From Iceland — Pandemic Police Peeking Through Windows

Pandemic Police Peeking Through Windows

Published November 24, 2020

Photo by
HMH

Þórdís Björk Sigurþórsdóttir, a mother in Hafnarfjörður, felt unfairly treated by a police intervention at her house on Friday night, Fréttablaðið reported yesterday. Several of her son’s friends, all students at Verslunarskóli Íslands, had gathered at her home to attend a digital evening organised by the school. The police knocked on the door at 23:30, shortly after the evening had ended, to interrupt what they viewed as a gathering which broke the ten person limit.

The police statement reported seeing twenty young people leave the house, all without masks, and added that Þórdís had not cooperated but instead swore at the police officers.

Þórdís responded by saying that the number was more like ten, then added that the ten-person gathering ban only applies to each room, and that as they live in a two-storey house, they were still following the rules. “For example, three boys were playing computer games in one of the rooms.”

Þórdís also claims that the police violated constitutional rights about privacy in the home, and complained that she was not provided with a copy of the police report. “I requested a copy of the police report and recordings that I am entitled to receive. Then they said no, the case was being investigated and I had to get a lawyer to get this information. I do not need a lawyer to request this information,” she said. She also managed to take a photograph of a police officer peeking through her window.

However, the police in the capital area believe that the officers involved were proportionate in their response, and added that the officer was looking through the window in order to count the young people leaving through the back door.

Þórdís’s son now wants to become a lawyer following the incident. “He thought it went so far that he said he has decided to go into law,” she said.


* Exercise requirements
Pull out every line below holding the word "Shows".

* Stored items
= = = = =

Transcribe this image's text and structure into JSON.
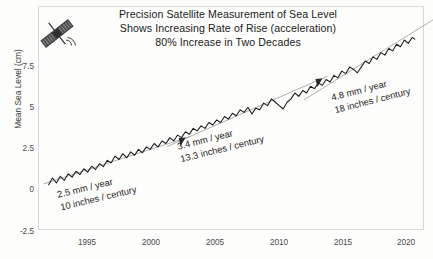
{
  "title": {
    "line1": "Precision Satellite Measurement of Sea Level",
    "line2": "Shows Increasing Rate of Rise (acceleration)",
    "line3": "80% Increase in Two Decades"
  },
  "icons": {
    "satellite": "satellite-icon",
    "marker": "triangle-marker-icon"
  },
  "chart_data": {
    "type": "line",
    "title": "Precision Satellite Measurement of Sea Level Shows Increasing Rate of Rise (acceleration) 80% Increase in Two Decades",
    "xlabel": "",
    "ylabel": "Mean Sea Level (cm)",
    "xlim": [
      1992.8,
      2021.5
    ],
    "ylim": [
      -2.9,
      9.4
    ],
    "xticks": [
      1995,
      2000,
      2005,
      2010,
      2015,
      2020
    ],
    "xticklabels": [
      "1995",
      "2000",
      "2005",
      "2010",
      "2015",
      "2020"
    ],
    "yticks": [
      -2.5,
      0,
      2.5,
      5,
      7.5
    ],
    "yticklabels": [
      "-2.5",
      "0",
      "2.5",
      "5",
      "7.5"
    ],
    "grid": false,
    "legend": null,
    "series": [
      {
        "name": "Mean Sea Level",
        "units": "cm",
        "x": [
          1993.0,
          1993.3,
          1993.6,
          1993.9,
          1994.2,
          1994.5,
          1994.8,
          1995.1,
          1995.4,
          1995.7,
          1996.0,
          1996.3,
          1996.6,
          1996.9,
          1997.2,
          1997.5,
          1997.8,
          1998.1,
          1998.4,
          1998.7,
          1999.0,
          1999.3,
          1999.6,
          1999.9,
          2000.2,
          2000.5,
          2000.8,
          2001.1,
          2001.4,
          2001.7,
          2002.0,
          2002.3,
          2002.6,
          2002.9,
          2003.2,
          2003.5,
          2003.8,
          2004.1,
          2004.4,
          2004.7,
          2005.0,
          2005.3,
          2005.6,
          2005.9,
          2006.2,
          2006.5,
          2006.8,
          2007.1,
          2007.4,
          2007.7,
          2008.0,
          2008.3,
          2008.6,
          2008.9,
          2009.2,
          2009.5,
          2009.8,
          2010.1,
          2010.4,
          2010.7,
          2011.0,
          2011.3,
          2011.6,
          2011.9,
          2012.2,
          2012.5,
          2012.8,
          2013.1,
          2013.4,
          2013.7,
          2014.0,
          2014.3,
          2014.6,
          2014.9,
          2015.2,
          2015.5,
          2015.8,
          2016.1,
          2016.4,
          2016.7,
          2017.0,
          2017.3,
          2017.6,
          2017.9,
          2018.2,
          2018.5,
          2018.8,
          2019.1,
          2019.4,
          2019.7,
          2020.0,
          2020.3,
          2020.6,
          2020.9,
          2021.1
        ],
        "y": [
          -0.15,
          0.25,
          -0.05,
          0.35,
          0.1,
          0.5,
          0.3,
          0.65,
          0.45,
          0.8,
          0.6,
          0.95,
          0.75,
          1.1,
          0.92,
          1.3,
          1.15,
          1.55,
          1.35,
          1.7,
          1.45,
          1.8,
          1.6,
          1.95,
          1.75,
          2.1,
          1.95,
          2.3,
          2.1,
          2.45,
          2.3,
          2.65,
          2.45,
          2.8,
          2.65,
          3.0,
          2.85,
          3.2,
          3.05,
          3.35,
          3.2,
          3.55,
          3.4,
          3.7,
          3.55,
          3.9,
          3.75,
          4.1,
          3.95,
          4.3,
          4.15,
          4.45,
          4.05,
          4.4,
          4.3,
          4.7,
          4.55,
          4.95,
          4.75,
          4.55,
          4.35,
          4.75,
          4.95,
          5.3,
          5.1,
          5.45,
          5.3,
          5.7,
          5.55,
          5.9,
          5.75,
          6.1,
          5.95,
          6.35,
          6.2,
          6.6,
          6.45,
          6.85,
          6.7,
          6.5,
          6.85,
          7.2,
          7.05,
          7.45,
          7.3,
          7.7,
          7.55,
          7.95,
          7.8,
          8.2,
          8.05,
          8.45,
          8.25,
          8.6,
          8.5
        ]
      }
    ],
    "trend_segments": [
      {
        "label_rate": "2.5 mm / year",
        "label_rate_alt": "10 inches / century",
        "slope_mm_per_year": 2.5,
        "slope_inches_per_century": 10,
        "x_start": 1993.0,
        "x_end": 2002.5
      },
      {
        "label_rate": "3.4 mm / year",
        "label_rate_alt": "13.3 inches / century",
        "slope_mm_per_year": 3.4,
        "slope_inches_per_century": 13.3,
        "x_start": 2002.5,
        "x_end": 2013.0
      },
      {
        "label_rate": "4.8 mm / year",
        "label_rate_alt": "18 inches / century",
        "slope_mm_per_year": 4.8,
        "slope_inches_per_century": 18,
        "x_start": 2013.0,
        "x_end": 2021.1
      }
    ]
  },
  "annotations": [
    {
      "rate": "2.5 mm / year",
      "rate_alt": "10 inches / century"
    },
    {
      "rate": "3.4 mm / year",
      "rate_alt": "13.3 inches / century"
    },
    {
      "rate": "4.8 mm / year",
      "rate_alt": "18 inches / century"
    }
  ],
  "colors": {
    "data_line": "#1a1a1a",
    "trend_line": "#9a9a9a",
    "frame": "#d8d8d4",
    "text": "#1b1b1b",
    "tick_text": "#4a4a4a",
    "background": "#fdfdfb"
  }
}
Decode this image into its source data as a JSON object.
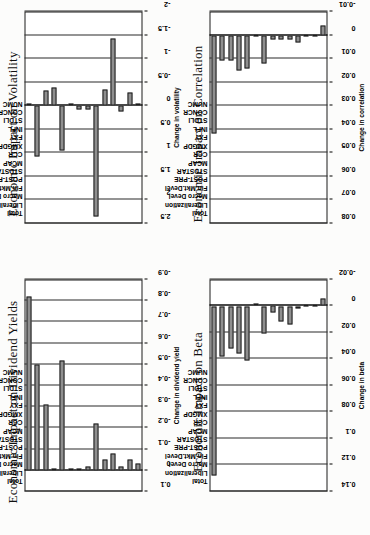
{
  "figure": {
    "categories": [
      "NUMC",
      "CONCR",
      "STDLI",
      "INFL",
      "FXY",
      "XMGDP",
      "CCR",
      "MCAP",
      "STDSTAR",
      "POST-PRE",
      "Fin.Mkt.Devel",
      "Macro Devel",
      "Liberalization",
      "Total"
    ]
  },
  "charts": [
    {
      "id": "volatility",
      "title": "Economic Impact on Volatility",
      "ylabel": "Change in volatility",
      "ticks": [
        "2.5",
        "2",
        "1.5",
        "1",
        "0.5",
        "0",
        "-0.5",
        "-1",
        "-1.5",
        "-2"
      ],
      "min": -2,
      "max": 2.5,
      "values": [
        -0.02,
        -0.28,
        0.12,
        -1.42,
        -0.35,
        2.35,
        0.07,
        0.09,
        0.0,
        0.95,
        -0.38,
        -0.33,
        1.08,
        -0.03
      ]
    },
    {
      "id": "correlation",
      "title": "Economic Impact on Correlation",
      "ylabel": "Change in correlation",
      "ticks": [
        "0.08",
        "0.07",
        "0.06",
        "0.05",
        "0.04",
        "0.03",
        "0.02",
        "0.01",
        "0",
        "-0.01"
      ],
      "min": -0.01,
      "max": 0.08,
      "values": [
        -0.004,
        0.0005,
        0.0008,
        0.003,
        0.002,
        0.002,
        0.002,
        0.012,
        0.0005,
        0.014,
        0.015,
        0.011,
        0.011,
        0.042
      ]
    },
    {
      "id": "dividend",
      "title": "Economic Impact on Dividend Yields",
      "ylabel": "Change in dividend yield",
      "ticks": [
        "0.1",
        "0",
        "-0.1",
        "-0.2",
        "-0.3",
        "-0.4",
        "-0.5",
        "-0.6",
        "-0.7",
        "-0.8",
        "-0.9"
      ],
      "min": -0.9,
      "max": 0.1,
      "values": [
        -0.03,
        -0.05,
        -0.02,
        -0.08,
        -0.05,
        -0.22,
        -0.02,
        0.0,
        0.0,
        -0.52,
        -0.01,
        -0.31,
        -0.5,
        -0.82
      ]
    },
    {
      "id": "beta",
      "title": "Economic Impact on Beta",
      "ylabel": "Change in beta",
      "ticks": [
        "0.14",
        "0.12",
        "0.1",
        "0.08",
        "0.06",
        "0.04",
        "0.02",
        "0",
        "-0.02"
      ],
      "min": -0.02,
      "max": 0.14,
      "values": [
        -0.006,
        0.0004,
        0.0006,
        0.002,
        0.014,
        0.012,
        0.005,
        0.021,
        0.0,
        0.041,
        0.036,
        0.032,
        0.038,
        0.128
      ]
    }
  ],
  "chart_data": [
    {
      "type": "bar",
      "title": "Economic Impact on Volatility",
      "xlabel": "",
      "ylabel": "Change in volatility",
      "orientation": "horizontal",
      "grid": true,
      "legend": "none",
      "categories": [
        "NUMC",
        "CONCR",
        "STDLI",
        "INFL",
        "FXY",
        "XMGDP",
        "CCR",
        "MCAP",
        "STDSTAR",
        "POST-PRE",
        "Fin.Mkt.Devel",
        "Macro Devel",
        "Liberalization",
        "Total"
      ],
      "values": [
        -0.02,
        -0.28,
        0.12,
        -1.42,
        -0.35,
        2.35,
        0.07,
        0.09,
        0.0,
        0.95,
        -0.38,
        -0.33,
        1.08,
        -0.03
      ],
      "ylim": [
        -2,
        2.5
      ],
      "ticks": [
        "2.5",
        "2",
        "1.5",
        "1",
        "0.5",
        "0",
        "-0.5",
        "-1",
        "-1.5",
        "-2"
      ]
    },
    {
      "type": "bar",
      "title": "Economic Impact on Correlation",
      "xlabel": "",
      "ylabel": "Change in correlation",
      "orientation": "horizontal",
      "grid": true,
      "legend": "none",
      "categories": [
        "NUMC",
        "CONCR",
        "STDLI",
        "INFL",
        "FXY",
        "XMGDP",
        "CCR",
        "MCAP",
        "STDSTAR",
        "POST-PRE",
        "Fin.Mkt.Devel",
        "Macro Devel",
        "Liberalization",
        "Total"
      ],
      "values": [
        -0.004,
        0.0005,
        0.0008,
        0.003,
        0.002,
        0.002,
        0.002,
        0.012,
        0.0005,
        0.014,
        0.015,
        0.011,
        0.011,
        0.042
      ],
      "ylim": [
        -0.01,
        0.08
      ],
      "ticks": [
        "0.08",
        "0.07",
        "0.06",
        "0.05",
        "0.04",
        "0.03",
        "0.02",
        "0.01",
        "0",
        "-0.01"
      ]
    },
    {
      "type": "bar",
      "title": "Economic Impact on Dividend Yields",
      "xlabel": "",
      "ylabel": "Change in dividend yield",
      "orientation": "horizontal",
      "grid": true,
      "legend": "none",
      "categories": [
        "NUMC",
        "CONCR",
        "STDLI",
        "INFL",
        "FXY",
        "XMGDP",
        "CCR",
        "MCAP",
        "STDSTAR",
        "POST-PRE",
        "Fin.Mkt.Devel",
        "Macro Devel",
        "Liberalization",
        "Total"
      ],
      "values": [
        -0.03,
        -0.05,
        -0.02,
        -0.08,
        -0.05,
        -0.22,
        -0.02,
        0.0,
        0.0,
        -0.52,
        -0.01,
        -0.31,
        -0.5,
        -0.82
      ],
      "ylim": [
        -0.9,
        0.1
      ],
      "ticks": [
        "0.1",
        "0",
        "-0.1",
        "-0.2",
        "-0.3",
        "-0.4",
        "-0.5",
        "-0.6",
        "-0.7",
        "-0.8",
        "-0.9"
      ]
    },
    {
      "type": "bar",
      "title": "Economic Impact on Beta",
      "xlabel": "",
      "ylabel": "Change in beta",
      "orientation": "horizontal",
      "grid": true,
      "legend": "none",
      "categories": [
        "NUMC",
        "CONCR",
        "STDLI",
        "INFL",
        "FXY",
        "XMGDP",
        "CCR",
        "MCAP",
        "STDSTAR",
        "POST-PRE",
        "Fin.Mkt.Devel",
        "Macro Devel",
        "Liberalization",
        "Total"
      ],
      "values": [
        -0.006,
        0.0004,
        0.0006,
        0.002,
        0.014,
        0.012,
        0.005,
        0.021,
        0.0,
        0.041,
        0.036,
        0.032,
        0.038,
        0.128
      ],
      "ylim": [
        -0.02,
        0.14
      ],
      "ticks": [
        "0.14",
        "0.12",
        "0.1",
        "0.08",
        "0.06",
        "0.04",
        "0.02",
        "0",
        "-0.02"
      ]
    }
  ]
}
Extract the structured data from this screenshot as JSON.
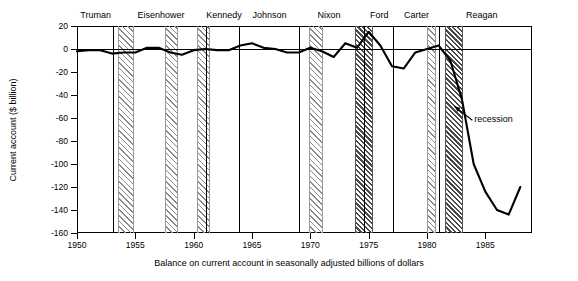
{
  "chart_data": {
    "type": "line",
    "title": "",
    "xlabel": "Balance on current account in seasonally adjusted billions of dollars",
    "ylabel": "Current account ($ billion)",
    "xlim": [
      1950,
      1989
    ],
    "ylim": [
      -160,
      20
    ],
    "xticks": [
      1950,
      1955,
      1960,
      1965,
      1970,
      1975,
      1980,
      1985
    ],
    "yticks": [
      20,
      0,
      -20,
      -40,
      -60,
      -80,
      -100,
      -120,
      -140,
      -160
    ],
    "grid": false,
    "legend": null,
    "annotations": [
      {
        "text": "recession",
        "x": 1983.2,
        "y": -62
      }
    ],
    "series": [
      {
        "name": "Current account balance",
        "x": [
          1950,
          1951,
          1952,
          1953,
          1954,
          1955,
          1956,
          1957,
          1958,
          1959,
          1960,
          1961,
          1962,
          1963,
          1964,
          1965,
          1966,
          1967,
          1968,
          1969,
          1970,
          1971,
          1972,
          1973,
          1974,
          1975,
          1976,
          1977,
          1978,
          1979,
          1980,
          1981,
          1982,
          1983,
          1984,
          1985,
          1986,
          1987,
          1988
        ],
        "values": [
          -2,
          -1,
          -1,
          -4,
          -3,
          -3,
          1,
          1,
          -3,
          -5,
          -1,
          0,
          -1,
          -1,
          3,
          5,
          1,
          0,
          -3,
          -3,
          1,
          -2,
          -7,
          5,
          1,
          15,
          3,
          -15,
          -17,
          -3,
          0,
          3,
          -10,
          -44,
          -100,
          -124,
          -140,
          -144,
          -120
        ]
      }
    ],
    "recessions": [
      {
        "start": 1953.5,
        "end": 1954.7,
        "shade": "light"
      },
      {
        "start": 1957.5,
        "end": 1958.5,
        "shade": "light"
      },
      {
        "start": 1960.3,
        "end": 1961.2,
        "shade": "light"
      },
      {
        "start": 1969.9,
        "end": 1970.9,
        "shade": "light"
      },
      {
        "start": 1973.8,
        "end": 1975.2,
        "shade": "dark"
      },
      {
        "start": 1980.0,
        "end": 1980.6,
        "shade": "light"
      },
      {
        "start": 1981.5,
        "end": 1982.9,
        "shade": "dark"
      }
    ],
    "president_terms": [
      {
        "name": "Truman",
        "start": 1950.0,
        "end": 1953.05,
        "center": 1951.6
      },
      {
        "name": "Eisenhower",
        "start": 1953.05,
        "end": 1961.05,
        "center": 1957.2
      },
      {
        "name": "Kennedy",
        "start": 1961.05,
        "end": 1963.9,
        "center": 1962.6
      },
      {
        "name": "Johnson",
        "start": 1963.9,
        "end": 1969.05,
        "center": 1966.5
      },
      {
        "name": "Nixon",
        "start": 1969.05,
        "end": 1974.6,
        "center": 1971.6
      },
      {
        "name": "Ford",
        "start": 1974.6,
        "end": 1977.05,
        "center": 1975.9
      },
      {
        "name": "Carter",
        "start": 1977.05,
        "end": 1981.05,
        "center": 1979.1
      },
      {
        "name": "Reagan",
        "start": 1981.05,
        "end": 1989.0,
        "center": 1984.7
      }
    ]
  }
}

= = = = =

* Result of this task
    "line2": "Shows Increasing Rate of Rise (acceleration)",
    "title": "Precision Satellite Measurement of Sea Level Shows Increasing Rate of Rise (acceleration) 80% Increase in Two Decades",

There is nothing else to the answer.